The Atlanta Journal-Constitution
Company gets students to, from school without buses
Every weekday at 7:45 a.m., Michael Craft is notified that a rideshare driver has arrived at his home in Aurora, Colorado. Craft walks outside to confirm the driver’s identity and then helps his foster teenager into the car, sending him off to high school about 15 miles away.
The platform he uses, HopSkipDrive, notifies him the ride has started and soon he’ll receive another that the teenager has been dropped off. On the network’s app, Craft can track a live mapping of the drive.
“It’s almost overboard but you sit comfortable knowing where your kid is,” Craft said.
He repeats the same process for another foster teen, who attends school in a different district.
HopSkipDrive is a transportation network company designed to take students ages 6 and older to and from school, extracurricular activities and internships. The company works with 600 school districts, nonprofits and government agencies in 14 states plus Washington, D.C.
The company has helped schools grapple with a national shortage of bus drivers by tapping into a driver network of independent contractors.
The bus driver shortage is forcing districts to get creative in finding transportation solutions, including Chicago Public Schools, where officials have had early conversations with HopSkipDrive about the feasibility of bringing the service to Illinois and transporting Chicago students, said Kimberly Jones, executive director of student transportation services for CPS, in an interview with Illinois Answers in November. The state currently requires a school bus permit to transport students, even in passenger cars.
“We’re building the foundation right now” with HopSkipDrive and the state, she said. “We’re just beginning to have those conversations.”
Chicago Public Schools started the 2023-24 school year short of roughly 600 bus drivers, about half needed to transport all students. It has forced the district to prioritize students with disabilities and those experiencing homelessness, which totals to more than 11,700 students who either receive transportation or a monthly stipend, a district spokesperson told Illinois Answers. The district has not been able to provide about 5,500 general, magnet and selective enrollment students with transportation this academic year.
School districts across the country are “all fighting for the same driving population,” Jones said at an October Board of Education meeting about the competition to attract new bus drivers.
HopSkipDrive’s independent contractors, called Care Drivers, aren’t required to have an additional license. They drive their personal vehicles and instead undergo a certification process, background and vehicle checks and must have five years of caregiving experience.
While companies such as HopSkipDrive do not solve the need for licensed school bus drivers that many districts hope to hire, it has helped to provide supplemental support and relief for districts.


▶ What is needed: Each entry should be duplicated verbatim; its pictures should not be.

▶ Data records:
┌──
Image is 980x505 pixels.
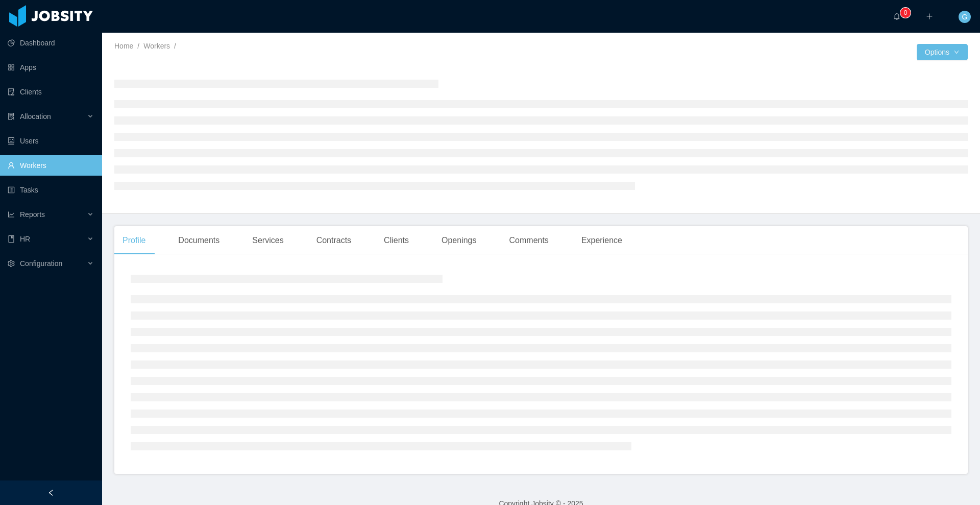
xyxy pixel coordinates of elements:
[8,82,94,102] a: icon: auditClients
[20,235,30,243] span: HR
[8,235,15,243] i: icon: book
[8,131,94,151] a: icon: robotUsers
[894,13,900,20] i: icon: bell
[170,226,228,255] div: Documents
[114,42,133,50] a: Home
[20,210,45,219] span: Reports
[434,226,485,255] div: Openings
[8,260,15,267] i: icon: setting
[926,13,933,20] i: icon: plus
[8,57,94,77] a: icon: appstoreApps
[114,226,153,255] div: Profile
[20,259,62,268] span: Configuration
[8,156,94,176] a: icon: userWorkers
[501,226,557,255] div: Comments
[376,226,417,255] div: Clients
[308,226,359,255] div: Contracts
[244,226,292,255] div: Services
[8,211,15,218] i: icon: line-chart
[963,11,968,23] span: G
[144,42,170,50] a: Workers
[8,113,15,120] i: icon: solution
[8,32,94,53] a: icon: pie-chartDashboard
[20,112,51,120] span: Allocation
[917,44,968,60] button: Optionsicon: down
[174,42,176,50] span: /
[900,8,911,18] sup: 0
[138,42,139,50] span: /
[8,180,94,200] a: icon: profileTasks
[573,226,631,255] div: Experience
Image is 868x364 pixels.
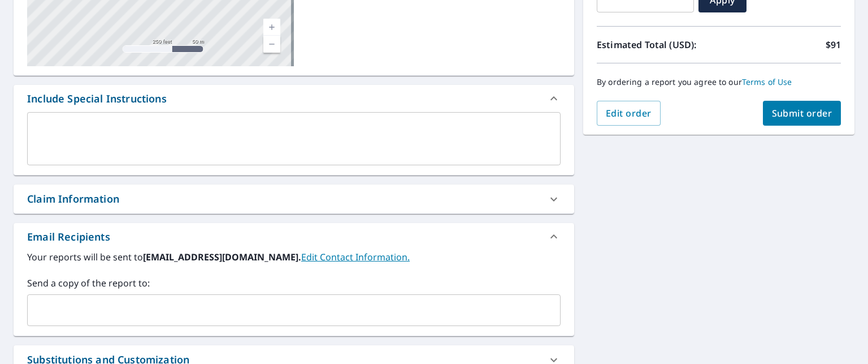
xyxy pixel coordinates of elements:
[143,251,301,263] b: [EMAIL_ADDRESS][DOMAIN_NAME].
[301,251,410,263] a: EditContactInfo
[606,107,651,119] span: Edit order
[14,223,574,250] div: Email Recipients
[263,18,281,36] a: Current Level 17, Zoom In
[27,191,119,206] div: Claim Information
[27,250,560,264] label: Your reports will be sent to
[763,100,842,126] button: Submit order
[14,85,574,112] div: Include Special Instructions
[597,100,661,126] button: Edit order
[27,276,560,289] label: Send a copy of the report to:
[597,38,719,52] p: Estimated Total (USD):
[772,107,832,119] span: Submit order
[597,77,841,87] p: By ordering a report you agree to our
[826,38,841,52] p: $91
[27,91,167,107] div: Include Special Instructions
[263,36,281,52] a: Current Level 17, Zoom Out
[27,229,110,245] div: Email Recipients
[742,76,792,87] a: Terms of Use
[14,184,574,213] div: Claim Information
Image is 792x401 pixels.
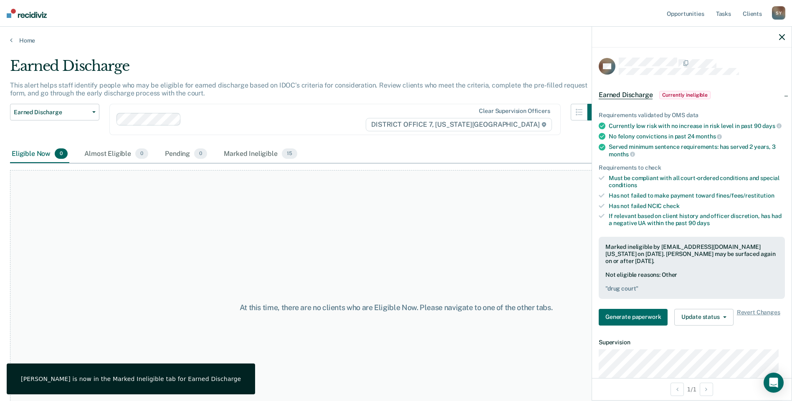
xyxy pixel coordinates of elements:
span: 15 [282,149,297,159]
div: At this time, there are no clients who are Eligible Now. Please navigate to one of the other tabs. [203,303,589,313]
div: Almost Eligible [83,145,150,164]
button: Update status [674,309,733,326]
span: 0 [194,149,207,159]
a: Navigate to form link [598,309,671,326]
span: Earned Discharge [14,109,89,116]
div: Earned Discharge [10,58,604,81]
span: DISTRICT OFFICE 7, [US_STATE][GEOGRAPHIC_DATA] [366,118,551,131]
div: Clear supervision officers [479,108,550,115]
div: [PERSON_NAME] is now in the Marked Ineligible tab for Earned Discharge [21,376,241,383]
div: Has not failed to make payment toward [608,192,785,199]
div: Open Intercom Messenger [763,373,783,393]
span: Earned Discharge [598,91,652,99]
div: Must be compliant with all court-ordered conditions and special [608,175,785,189]
span: months [608,151,635,158]
span: check [663,203,679,209]
button: Previous Opportunity [670,383,684,396]
div: If relevant based on client history and officer discretion, has had a negative UA within the past 90 [608,213,785,227]
div: Pending [163,145,209,164]
img: Recidiviz [7,9,47,18]
span: months [695,133,722,140]
div: Has not failed NCIC [608,203,785,210]
div: Marked ineligible by [EMAIL_ADDRESS][DOMAIN_NAME][US_STATE] on [DATE]. [PERSON_NAME] may be surfa... [605,244,778,265]
div: Currently low risk with no increase in risk level in past 90 [608,122,785,130]
div: 1 / 1 [592,378,791,401]
dt: Supervision [598,339,785,346]
span: days [762,123,781,129]
div: Served minimum sentence requirements: has served 2 years, 3 [608,144,785,158]
div: Requirements to check [598,164,785,172]
pre: " drug court " [605,285,778,293]
button: Next Opportunity [699,383,713,396]
div: Not eligible reasons: Other [605,272,778,293]
div: Requirements validated by OMS data [598,112,785,119]
div: Eligible Now [10,145,69,164]
span: fines/fees/restitution [716,192,774,199]
div: Earned DischargeCurrently ineligible [592,82,791,108]
button: Generate paperwork [598,309,667,326]
p: This alert helps staff identify people who may be eligible for earned discharge based on IDOC’s c... [10,81,587,97]
span: 0 [55,149,68,159]
span: Revert Changes [737,309,780,326]
span: Currently ineligible [659,91,710,99]
span: conditions [608,182,637,189]
span: days [696,220,709,227]
span: 0 [135,149,148,159]
div: No felony convictions in past 24 [608,133,785,140]
div: Marked Ineligible [222,145,298,164]
a: Home [10,37,782,44]
div: S Y [772,6,785,20]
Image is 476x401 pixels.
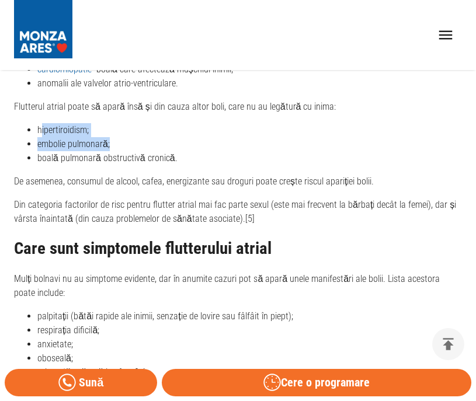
└──
▶ Your solution:
Image is 980x505 pixels.
xyxy pixel coordinates of elements:
[8,82,94,102] a: icon: auditClients
[20,235,30,243] span: HR
[8,235,15,243] i: icon: book
[8,131,94,151] a: icon: robotUsers
[894,13,900,20] i: icon: bell
[170,226,228,255] div: Documents
[114,42,133,50] a: Home
[20,210,45,219] span: Reports
[434,226,485,255] div: Openings
[8,260,15,267] i: icon: setting
[926,13,933,20] i: icon: plus
[8,57,94,77] a: icon: appstoreApps
[114,226,153,255] div: Profile
[20,259,62,268] span: Configuration
[8,156,94,176] a: icon: userWorkers
[501,226,557,255] div: Comments
[376,226,417,255] div: Clients
[308,226,359,255] div: Contracts
[244,226,292,255] div: Services
[8,211,15,218] i: icon: line-chart
[963,11,968,23] span: G
[144,42,170,50] a: Workers
[8,113,15,120] i: icon: solution
[8,32,94,53] a: icon: pie-chartDashboard
[20,112,51,120] span: Allocation
[917,44,968,60] button: Optionsicon: down
[174,42,176,50] span: /
[900,8,911,18] sup: 0
[138,42,139,50] span: /
[8,180,94,200] a: icon: profileTasks
[573,226,631,255] div: Experience
Image is 868x364 pixels.
xyxy pixel coordinates of elements:
[143,251,301,263] b: [EMAIL_ADDRESS][DOMAIN_NAME].
[301,251,410,263] a: EditContactInfo
[606,107,651,119] span: Edit order
[14,223,574,250] div: Email Recipients
[263,18,281,36] a: Current Level 17, Zoom In
[27,191,119,206] div: Claim Information
[27,250,560,264] label: Your reports will be sent to
[763,100,842,126] button: Submit order
[14,85,574,112] div: Include Special Instructions
[597,100,661,126] button: Edit order
[27,276,560,289] label: Send a copy of the report to:
[597,38,719,52] p: Estimated Total (USD):
[772,107,832,119] span: Submit order
[597,77,841,87] p: By ordering a report you agree to our
[826,38,841,52] p: $91
[27,91,167,107] div: Include Special Instructions
[263,36,281,52] a: Current Level 17, Zoom Out
[27,229,110,245] div: Email Recipients
[742,76,792,87] a: Terms of Use
[14,184,574,213] div: Claim Information
Image is 792x401 pixels.
xyxy pixel coordinates of elements:
span: 15 [282,149,297,159]
div: At this time, there are no clients who are Eligible Now. Please navigate to one of the other tabs. [203,303,589,313]
div: Almost Eligible [83,145,150,164]
button: Update status [674,309,733,326]
span: 0 [194,149,207,159]
a: Navigate to form link [598,309,671,326]
span: Earned Discharge [14,109,89,116]
div: Earned Discharge [10,58,604,81]
span: DISTRICT OFFICE 7, [US_STATE][GEOGRAPHIC_DATA] [366,118,551,131]
div: Clear supervision officers [479,108,550,115]
div: [PERSON_NAME] is now in the Marked Ineligible tab for Earned Discharge [21,376,241,383]
div: Has not failed to make payment toward [608,192,785,199]
div: Open Intercom Messenger [763,373,783,393]
span: Earned Discharge [598,91,652,99]
div: Must be compliant with all court-ordered conditions and special [608,175,785,189]
span: months [608,151,635,158]
span: check [663,203,679,209]
button: Previous Opportunity [670,383,684,396]
div: If relevant based on client history and officer discretion, has had a negative UA within the past 90 [608,213,785,227]
div: Pending [163,145,209,164]
img: Recidiviz [7,9,47,18]
span: months [695,133,722,140]
div: Has not failed NCIC [608,203,785,210]
div: Marked ineligible by [EMAIL_ADDRESS][DOMAIN_NAME][US_STATE] on [DATE]. [PERSON_NAME] may be surfa... [605,244,778,265]
div: Currently low risk with no increase in risk level in past 90 [608,122,785,130]
div: 1 / 1 [592,378,791,401]
dt: Supervision [598,339,785,346]
span: days [762,123,781,129]
div: Served minimum sentence requirements: has served 2 years, 3 [608,144,785,158]
div: Requirements to check [598,164,785,172]
pre: " drug court " [605,285,778,293]
button: Next Opportunity [699,383,713,396]
div: Not eligible reasons: Other [605,272,778,293]
div: Requirements validated by OMS data [598,112,785,119]
div: Eligible Now [10,145,69,164]
span: fines/fees/restitution [716,192,774,199]
div: Earned DischargeCurrently ineligible [592,82,791,108]
button: Generate paperwork [598,309,667,326]
p: This alert helps staff identify people who may be eligible for earned discharge based on IDOC’s c... [10,81,587,97]
span: 0 [55,149,68,159]
span: Revert Changes [737,309,780,326]
span: Currently ineligible [659,91,710,99]
span: conditions [608,182,637,189]
span: days [696,220,709,227]
span: 0 [135,149,148,159]
div: No felony convictions in past 24 [608,133,785,140]
div: Marked Ineligible [222,145,298,164]
a: Home [10,37,782,44]
div: S Y [772,6,785,20]
Image is 476x401 pixels.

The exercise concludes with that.